For clarity. I have a string which contains multiple lines all starting with :2xnumber:optional letter (eg, :58A:) i want to specify a line to start matching in and return a BIC from anywhere in the line.

EDIT Some more example data to help:

:20:ABCDERF  Z
:23B:CRED
:32A:140310AUD2120,
:33B:AUD2120,
:50K:/111222333                        
Mr Bank of Dad              
Dads house
England            
:52D:/DBEL02010987654321
address 1 
address 2
:53B:/HSBCGB2LXXX
:57A://AU124040
AREFERENCE
:59:/44556677
A line which HSBCGB2LXXX contains a BIC
:70:Another line of data
:71A:Even more

Ok, so I need to pass in as a variable the tag 53 or 59 and return the BIC HSBCGB2LXXX only!

Was it helpful?

Solution

Your regex can be simplified, and corrected to allow a character before the H, to:

:32[^:]:.?([a-zA-Z]{6}\d[a-zA-Z]XXX)

The changes made were:

  • Lost the look behind - just make it part of the match
  • Inserting .? meaning "optional character"
  • ([a-zA-Z]{4}[a-zA-Z]{2}) ==> [a-zA-Z]{6} (4+2=6)
  • [0-9] ==> \d (\d means "any digit")
  • [X]{3} ==> XXX (just easier to read and less characters)

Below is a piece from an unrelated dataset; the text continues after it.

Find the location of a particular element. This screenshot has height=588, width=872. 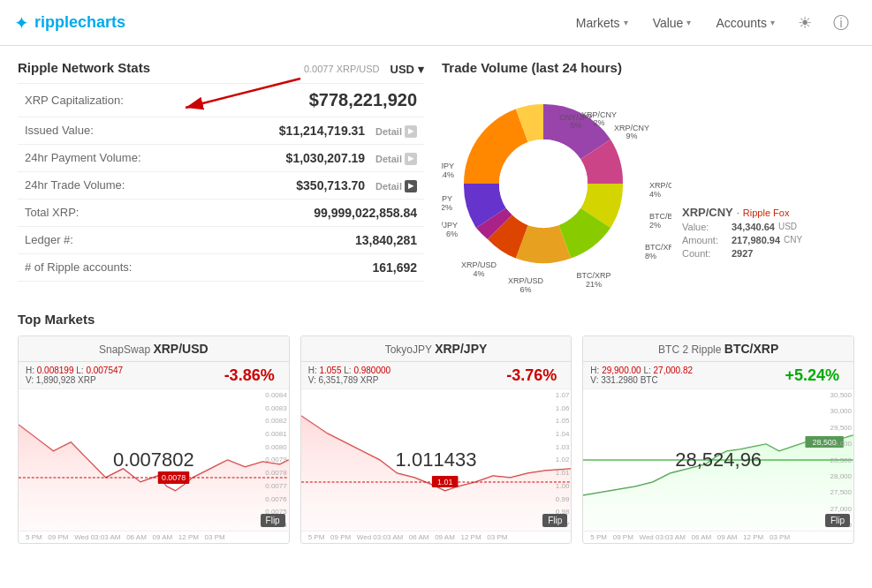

Group 1 of the match contains your target

OTHER TIPS

I'm not quite sure if I understand your question completely, as your regular expression does not completely match what you have described above it. For example, you mentioned 3 optional characters, but in the regexp you use 3 mandatory X-es.

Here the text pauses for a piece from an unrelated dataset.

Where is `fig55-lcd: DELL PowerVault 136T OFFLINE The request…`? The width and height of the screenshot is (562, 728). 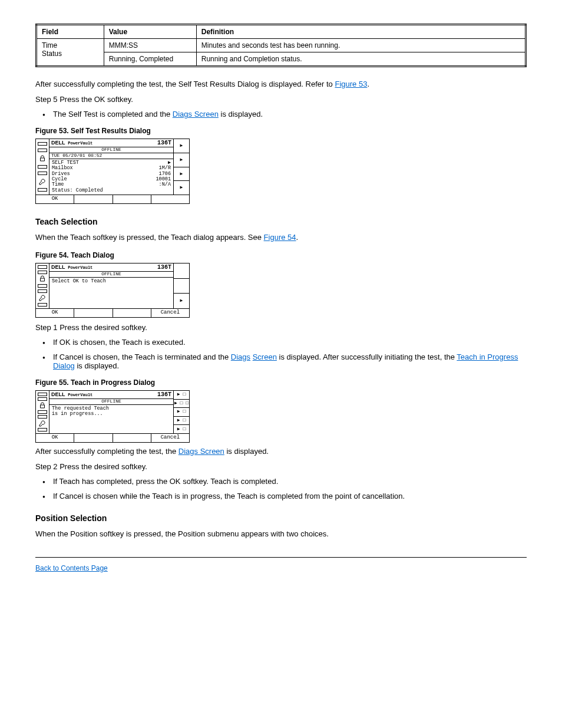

However, the actual regular expression can be further cleaned:

  • instead of [a-zA-Z]{4}[a-zA-Z]{2}, you can simply use [a-zA-Z]{6}, and the grouping parentheses around this might be unnecessary;
  • the {1} can be left out without any change in the result;
  • the X does not need surrounding brackets.

All in all (?<=:32[^:]:)([a-zA-Z]{6}[0-9][a-zA-Z]X{3}) is shorter and matches in the very same cases.

If you give a better description of the domain, probably further improvements are also possible.